◆ **YOUR ASSIGNMENT**: For this exercise, retype every record below exactly and keep the pictures out.

(Stored items)
※ ※ ※

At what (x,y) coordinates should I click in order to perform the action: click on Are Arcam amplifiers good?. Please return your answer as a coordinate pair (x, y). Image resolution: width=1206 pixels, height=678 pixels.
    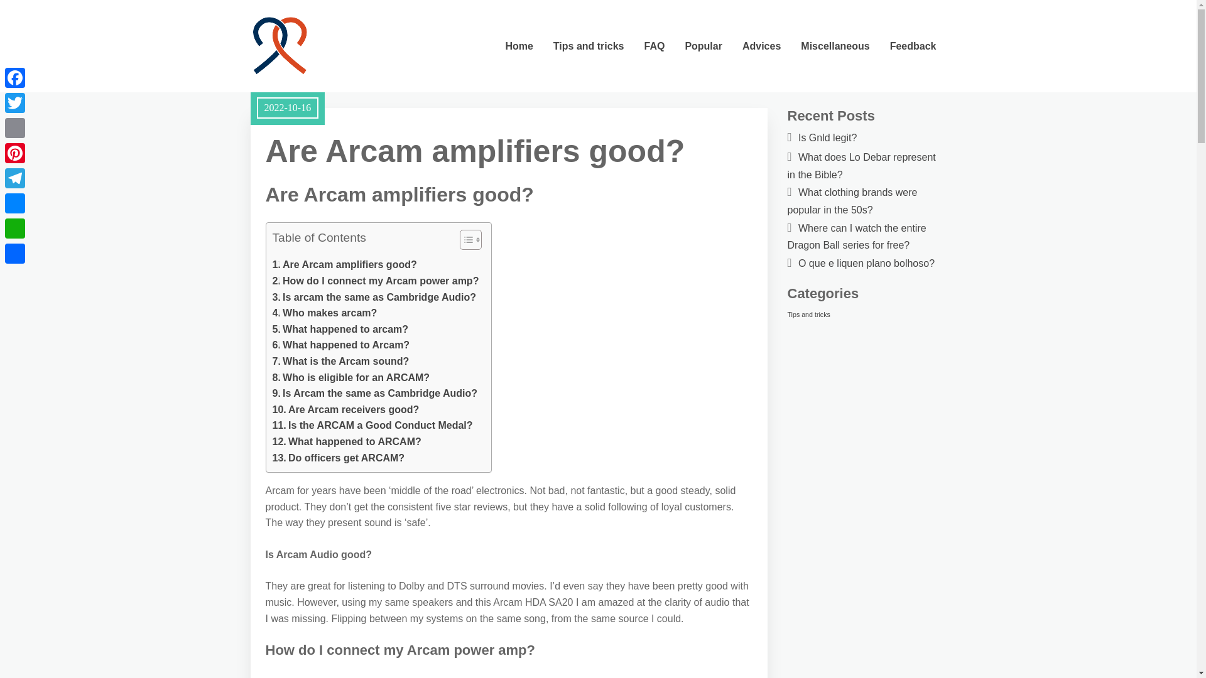
    Looking at the image, I should click on (344, 265).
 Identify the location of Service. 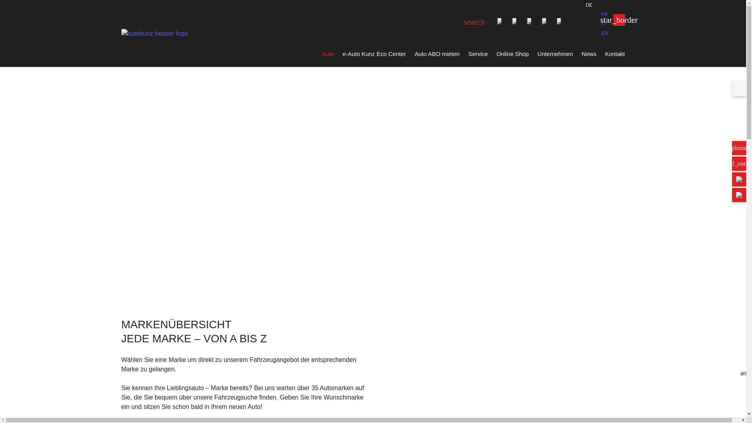
(478, 56).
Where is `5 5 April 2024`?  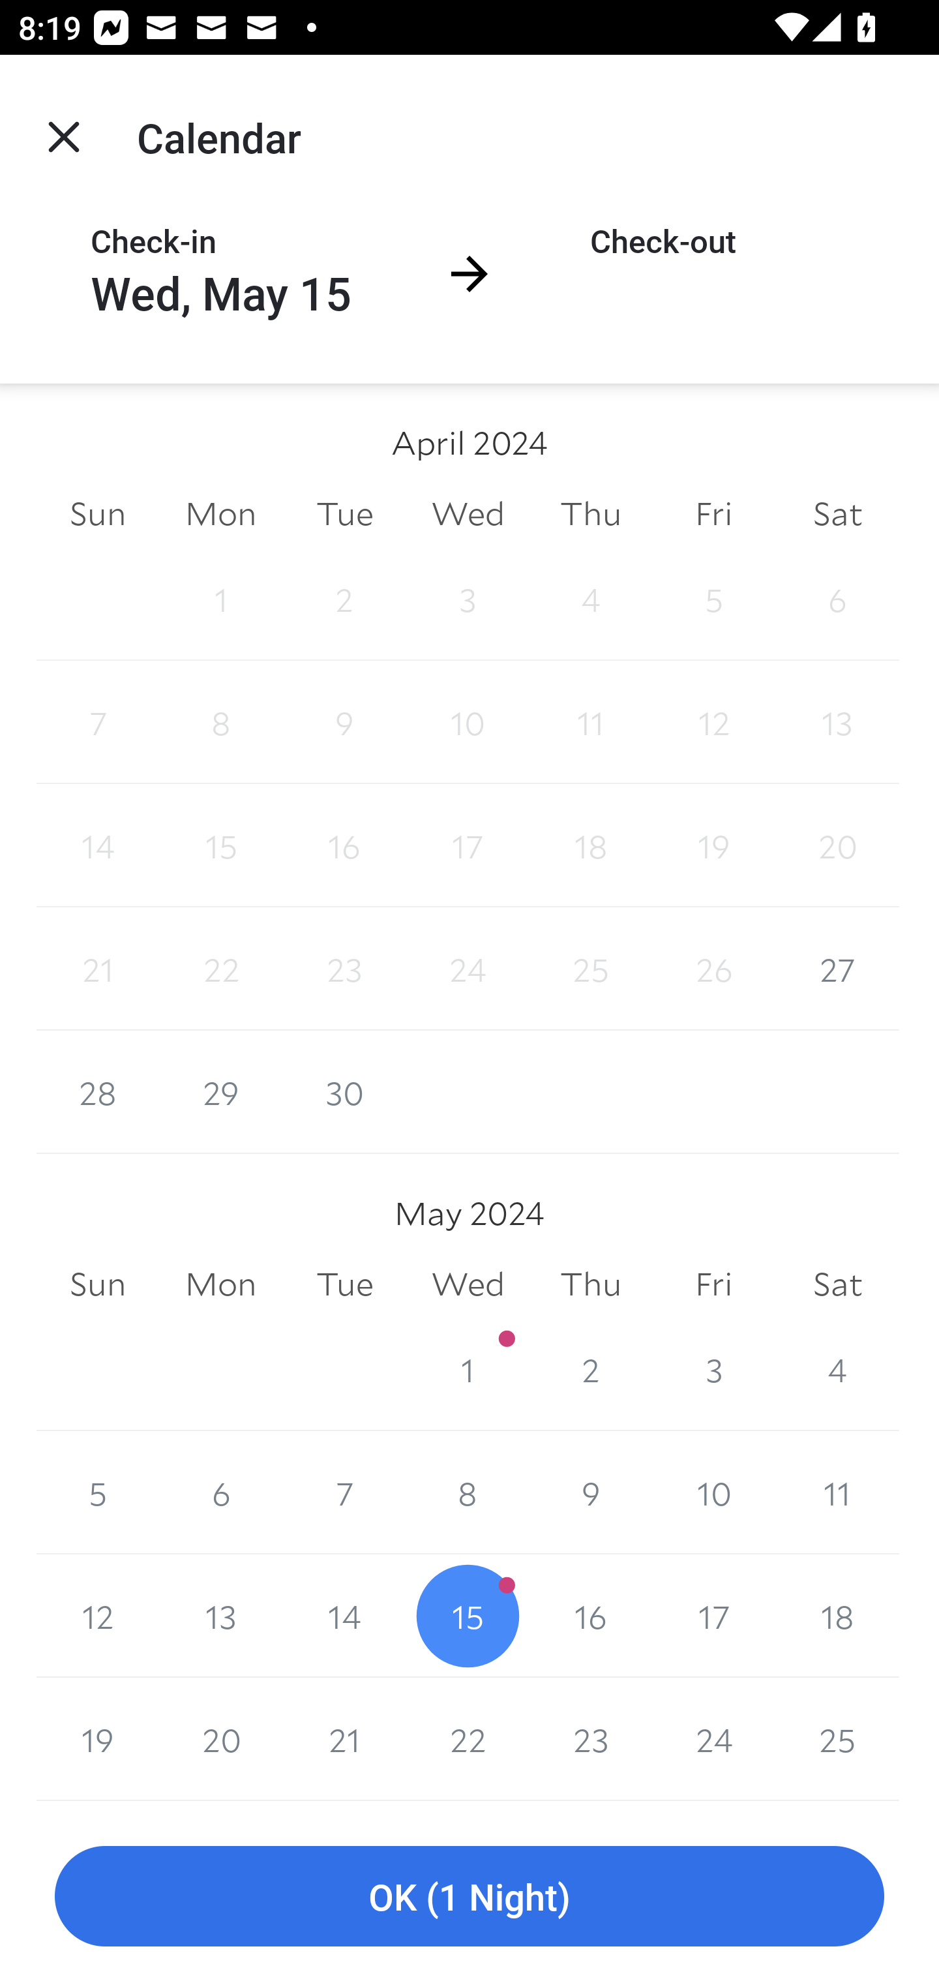
5 5 April 2024 is located at coordinates (713, 599).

※ ※ ※

◆ **EXERCISE RESULT**:
At what (x,y) coordinates should I click in order to perform the action: click on Are Arcam amplifiers good?. Please return your answer as a coordinate pair (x, y). Image resolution: width=1206 pixels, height=678 pixels.
    Looking at the image, I should click on (344, 265).
 Identify the location of Service. 
(478, 56).
Where is `5 5 April 2024`?  
5 5 April 2024 is located at coordinates (713, 599).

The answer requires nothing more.